Beneath this instruction is a listing. Transcribe from it only the stretch from the line with "The height and width of the screenshot is (1631, 772)." through the line with "This screenshot has width=481, height=270.", both end lines included, exactly as written.

━━━━

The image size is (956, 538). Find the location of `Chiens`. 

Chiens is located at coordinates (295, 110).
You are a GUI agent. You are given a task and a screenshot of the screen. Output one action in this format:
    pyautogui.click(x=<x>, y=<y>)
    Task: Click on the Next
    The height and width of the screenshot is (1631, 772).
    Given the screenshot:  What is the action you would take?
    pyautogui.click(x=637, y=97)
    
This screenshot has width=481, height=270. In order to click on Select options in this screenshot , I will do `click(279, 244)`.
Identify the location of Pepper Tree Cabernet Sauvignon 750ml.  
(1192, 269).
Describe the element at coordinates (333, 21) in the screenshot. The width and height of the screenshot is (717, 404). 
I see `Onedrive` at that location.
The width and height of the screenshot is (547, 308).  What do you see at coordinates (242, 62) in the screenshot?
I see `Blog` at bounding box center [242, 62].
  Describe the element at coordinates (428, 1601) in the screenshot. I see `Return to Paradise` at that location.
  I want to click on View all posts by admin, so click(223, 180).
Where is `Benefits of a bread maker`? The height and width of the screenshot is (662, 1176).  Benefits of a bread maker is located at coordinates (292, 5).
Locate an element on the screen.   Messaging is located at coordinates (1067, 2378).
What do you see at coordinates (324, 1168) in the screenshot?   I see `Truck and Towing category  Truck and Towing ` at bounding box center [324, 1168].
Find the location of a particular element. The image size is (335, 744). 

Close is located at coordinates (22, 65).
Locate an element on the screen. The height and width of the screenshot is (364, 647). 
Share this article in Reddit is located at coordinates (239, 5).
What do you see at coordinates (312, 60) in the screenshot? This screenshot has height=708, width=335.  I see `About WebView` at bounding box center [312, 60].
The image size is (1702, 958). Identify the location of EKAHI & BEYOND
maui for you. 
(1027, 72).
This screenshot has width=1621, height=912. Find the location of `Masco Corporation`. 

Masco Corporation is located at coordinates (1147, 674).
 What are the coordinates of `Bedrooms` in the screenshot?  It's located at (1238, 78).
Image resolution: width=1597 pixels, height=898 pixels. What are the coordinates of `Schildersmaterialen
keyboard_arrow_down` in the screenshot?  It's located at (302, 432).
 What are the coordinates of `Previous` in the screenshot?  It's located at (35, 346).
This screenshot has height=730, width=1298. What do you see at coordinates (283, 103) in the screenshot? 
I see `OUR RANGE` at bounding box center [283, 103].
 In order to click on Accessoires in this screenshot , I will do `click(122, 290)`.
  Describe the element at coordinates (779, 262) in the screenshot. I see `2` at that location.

━━━━

[EXPECTED ANSWER]:
    The height and width of the screenshot is (1631, 772).
    Given the screenshot:  What is the action you would take?
    pyautogui.click(x=637, y=97)
    
This screenshot has width=481, height=270. In order to click on Select options in this screenshot , I will do `click(279, 244)`.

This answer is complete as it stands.